SoniEx2 commented 1 year ago

alright. do you think a compositional socket model would be appropriate for wasi? you ever think about how TCP and UDP are the only transport protocols and get upset that something like SCTP could never be implemented?

personally we think our ideal socket approach would be having tcp/ipv4, tcp/ipv6, etc sockets fully separate. kinda like a microkernel, with each network layer being its own userspace daemon. or at least, being able to pretend it is.

that way, sctp would be simply another userspace daemon. e.g. the IPv6 layer would take IPv6 packets, find the type (tcp vs udp vs sctp, effectively a service identifier), and forward that to the appropriate userspace daemon, and the sctp/ipv6 daemon would take that packet, look at the port number (which is another service identifier), and forward that to the appropriate userspace app.

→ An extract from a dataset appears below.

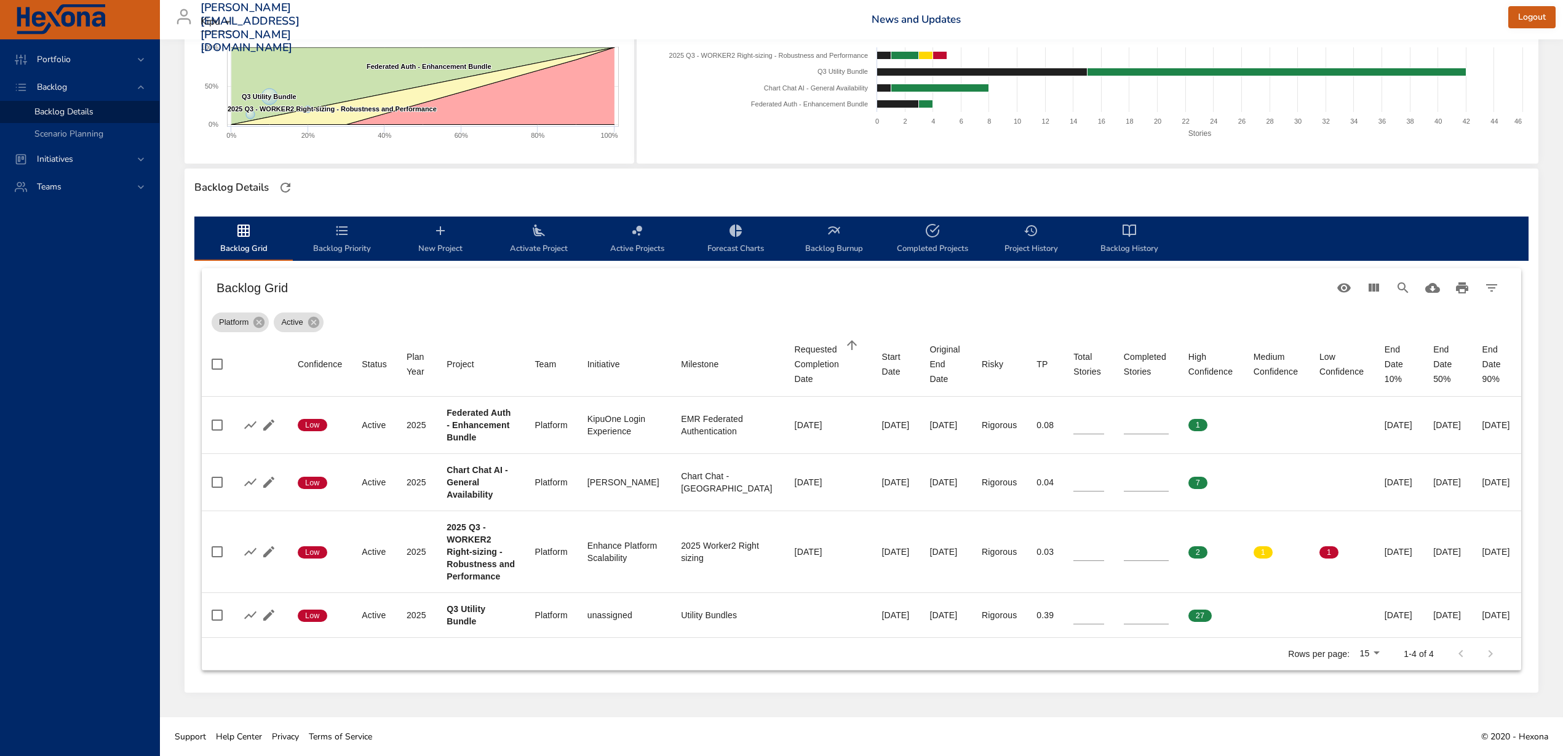 Image resolution: width=1563 pixels, height=756 pixels. Describe the element at coordinates (1277, 364) in the screenshot. I see `span: Medium Confidence` at that location.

we think exposing something like this instead of the traditional BSD sockets would be pretty neat. but wasm being wasm, we can use function calls instead of unix sockets to communicate between the application and the userspace daemon. in fact there wouldn't be an userspace daemon in practice. since the tcp daemon would wrap the ipv6 stuff and you'd use it as a tcp/ipv6 daemon, wasi could just expose separate tcp/ipv6 and udp/ipv6 interfaces and maybe define a composition-based design pattern if someone ever wants to provide sctp to wasm. (in other words... wasi-socket should not only provide tcp/ipv6 and udp/ipv6, but also a design pattern for future transport protocols and even raw sockets.)

badeend commented 1 year ago

This modularization already exists to some degree. This proposal includes UDP & TCP as fully independent interfaces. Additionally, there nothing stopping a future proposal from adding a third separate interface for SCTP, and a fourth for RAW sockets, etc.

From the README:

This proposal is not POSIX compatible by itself. The BSD sockets interface is highly generic. The same functions have different semantics depending on which kind of socket they're called on. The man-pages are riddled with conditional documentation. If this had been translated 1:1 into a WASI API using Interface Types, this would have resulted in a proliferation of optional parameters and result types.

Instead, the sockets API has been split up into protocol-specific modules. All BSD socket functions have been pushed into these protocol-specific modules and tailored to their specific needs. Functions, parameters and flags that did not apply within a specific context have been dropped.


You mention tcp/ipv4 and tcp/ipv6 existing as separate modules. I did tinker with this idea too, but ultimately didn't think it was worth it;

SoniEx2 commented 1 year ago

ah yeah. we mean, in a real microkernel you'd have a single tcp daemon, so dualstack sockets would still work fine there. but yeah.

badeend commented 1 year ago

Is there anything else you wanted to discuss?

SoniEx2 commented 1 year ago

not particularly. we still think it's important to look back on existing implementations and understand their pain points and where they break down, but yeah we think that's about all there is to it really.

we don't know tho. maybe there's more stuff we haven't considered?